Guernsey Press

Experiment has not lived up to billing

IT IS EASILY forgotten as the years roll by that this States Assembly is an experiment.

Published

It is four years since deputies approved the States Review Committee’s third policy letter and set the seal on a radical transformation of government.

Out went the Policy Council gathering of 10 departmental ministers, in came a five-person Policy & Resources team in a bid to tie the purse strings to policy making.

Out went 15% of deputies, bringing the number down to 38, and ministers became humble committee presidents.

Finally, the number of principal committees was reduced to just six, supported by a set of boards, authorities and commissions.

Some grand promises were made at the time.

It would be a less bureaucratic way of implementing policy changes and would strengthen the committees’ ownership of policies they propose while making senior civil servants more accountable to the committees they serve.

It is fair to say that the new system has not lived up to its billing.

The last three years have not brought a more decisive Assembly, instead decision-making has often been painfully slow.

A tension has grown between Policy & Resources and the principal committees with the latter often accusing the former of exceeding its authority by withholding revenue for staff and projects.

From the start, Scrutiny Management, a key part of the original proposals, has been frustrated by its lack of genuine authority to hold committees to account. Without an effective check on committee actions the States has often looked unbalanced and lacking in transparency.

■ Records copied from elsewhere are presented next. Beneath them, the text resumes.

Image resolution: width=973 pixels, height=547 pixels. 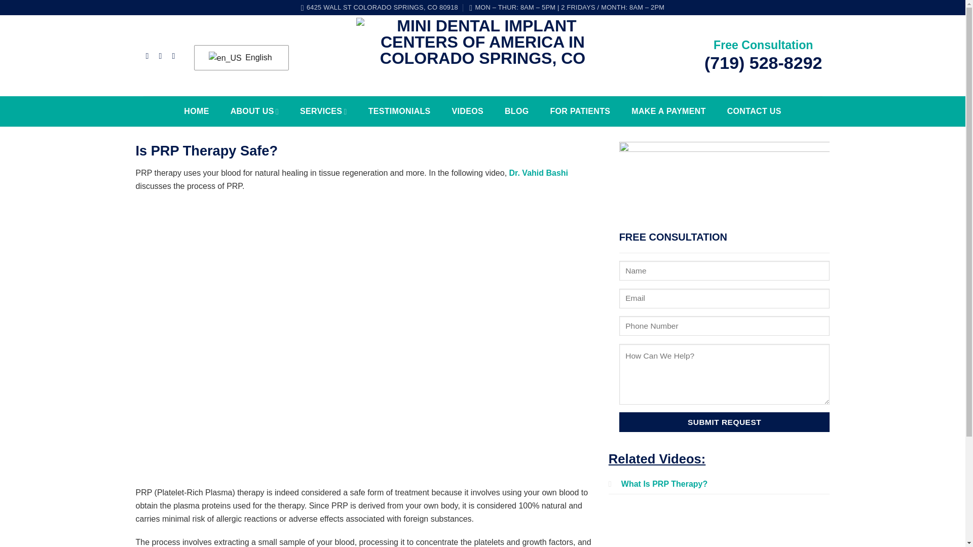 What do you see at coordinates (399, 111) in the screenshot?
I see `TESTIMONIALS` at bounding box center [399, 111].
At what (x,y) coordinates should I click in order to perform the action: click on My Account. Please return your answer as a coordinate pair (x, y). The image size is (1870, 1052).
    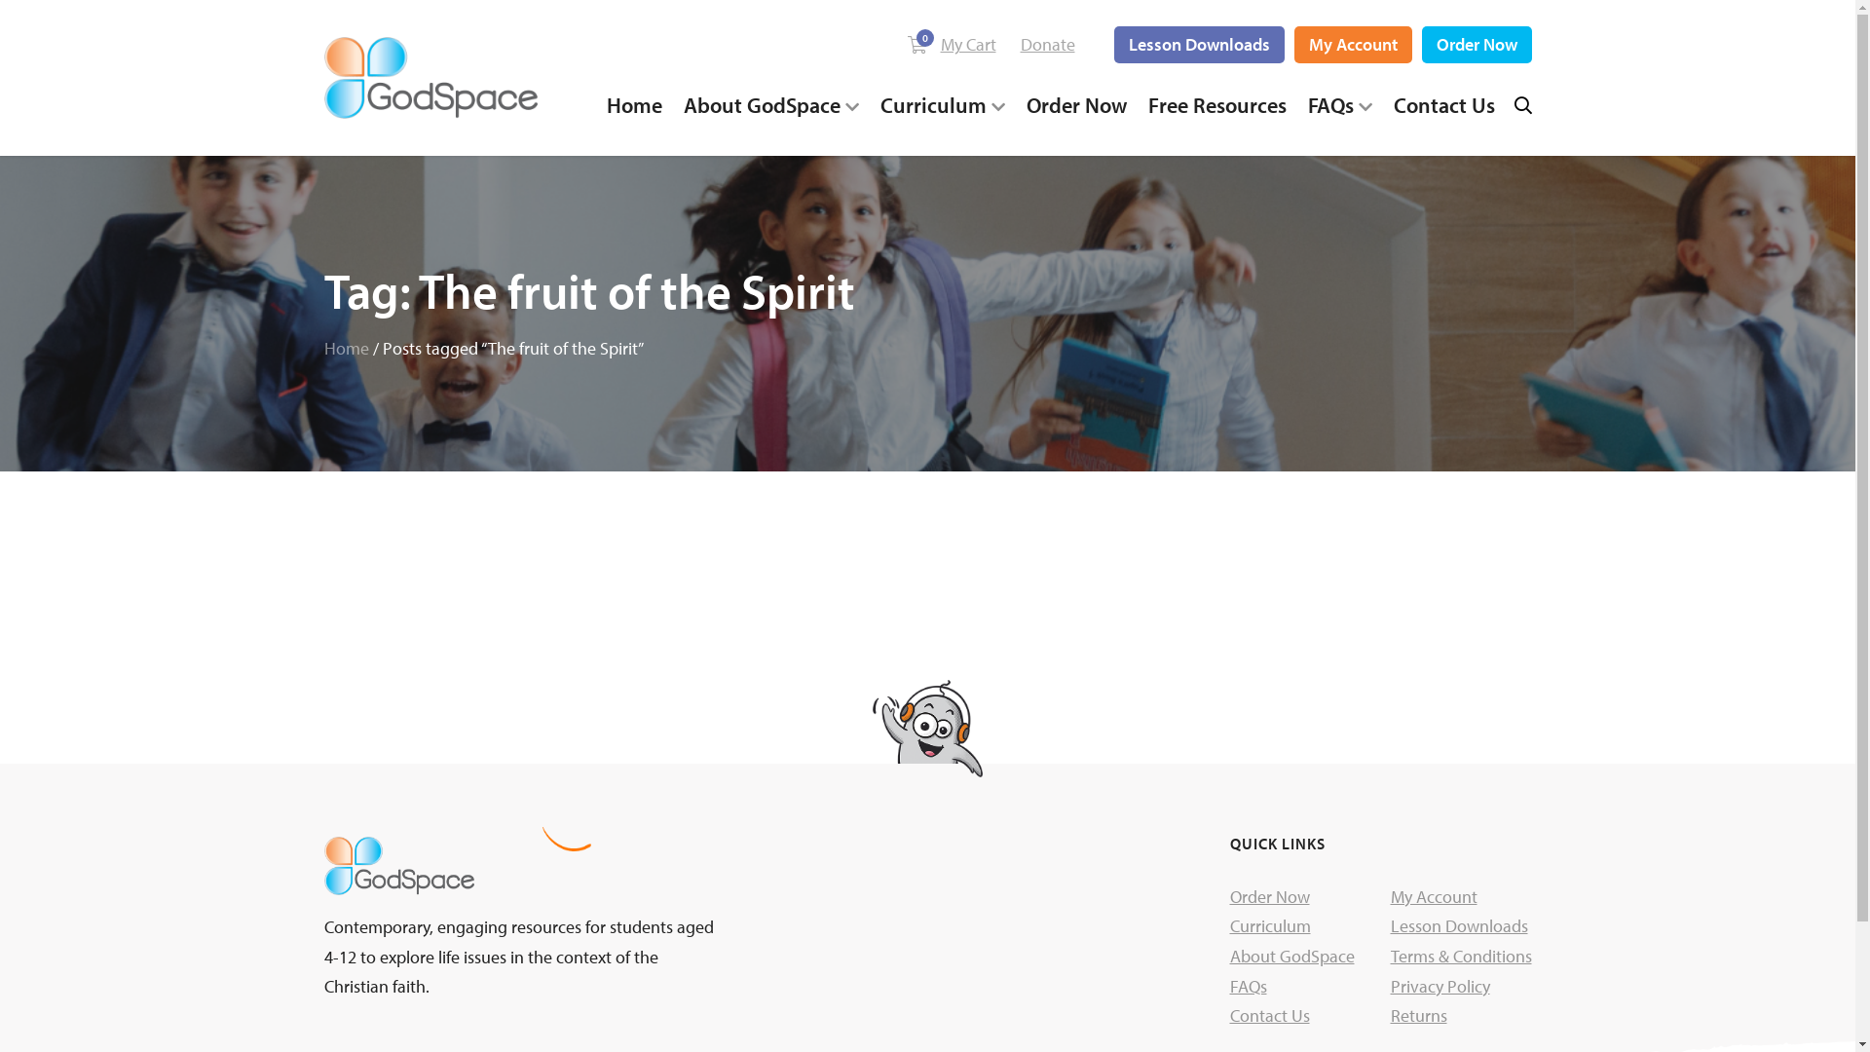
    Looking at the image, I should click on (1352, 45).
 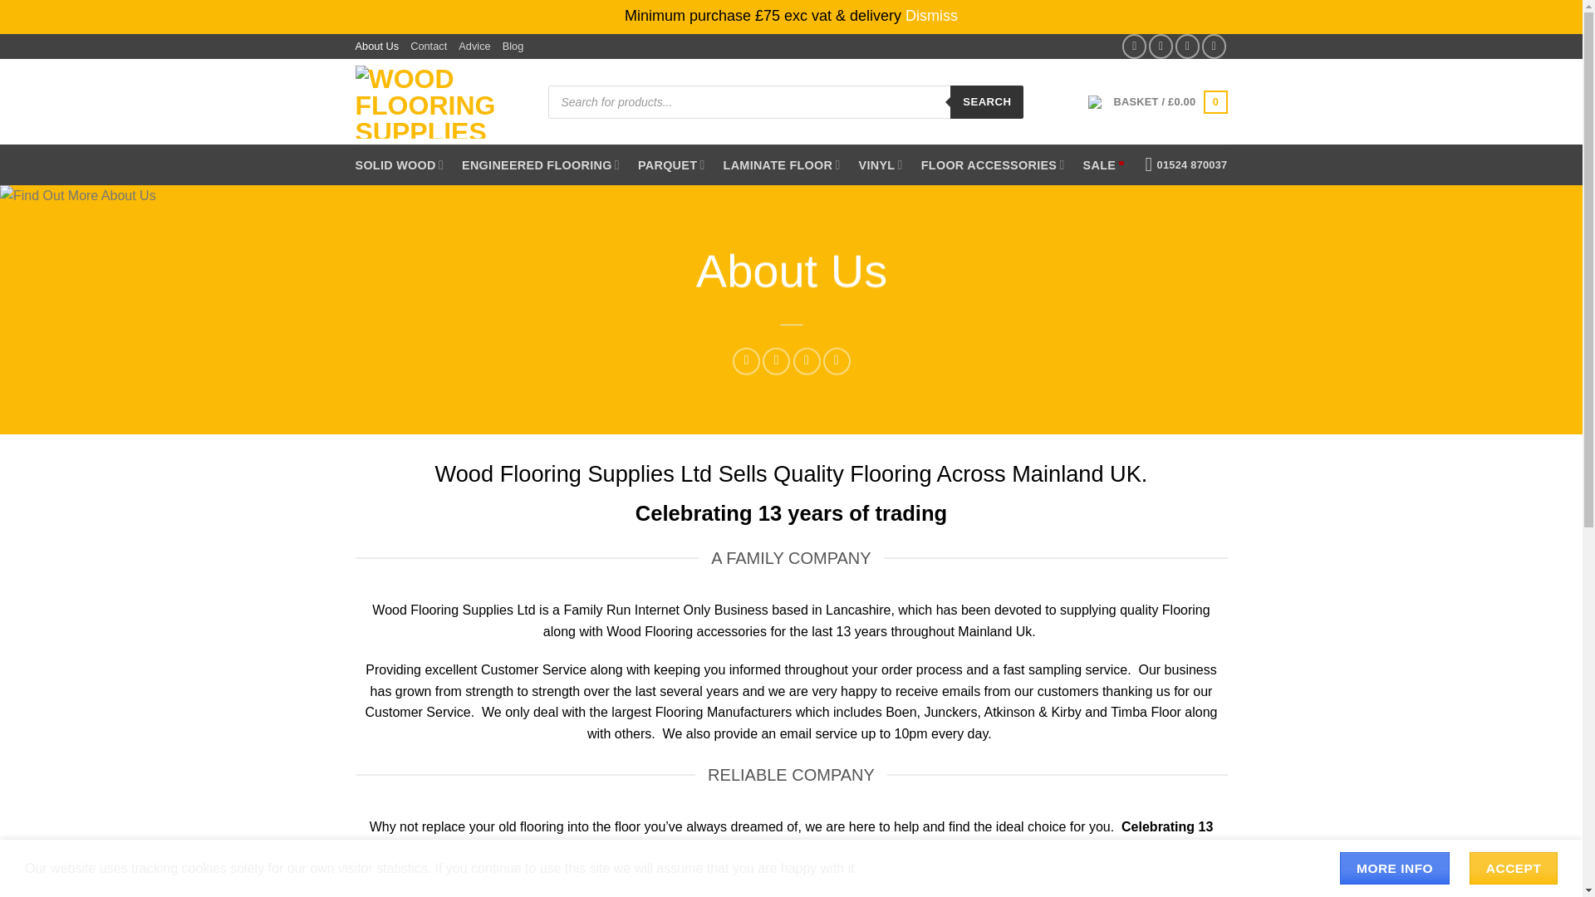 What do you see at coordinates (806, 362) in the screenshot?
I see `Pin on Pinterest` at bounding box center [806, 362].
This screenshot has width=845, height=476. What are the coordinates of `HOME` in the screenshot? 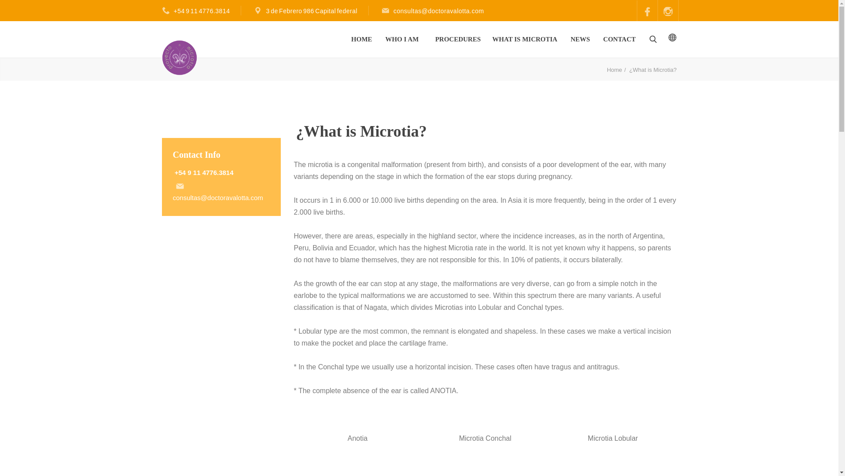 It's located at (362, 39).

The mandates of the senior committees and boards continue to confuse. This week Policy & Resources will attempt to tidy up some of the loose ends but the public remains nonplussed about where, for example, the powers of Environment & Infrastructure end and those of the Development & Planning Authority begin.

And issues that span the authority of several committees, such as sea and air travel, consistently frustrate.

Some deputies will argue that these are teething problems that can be sorted in the second term. The likelihood is that we face four more years of inertia.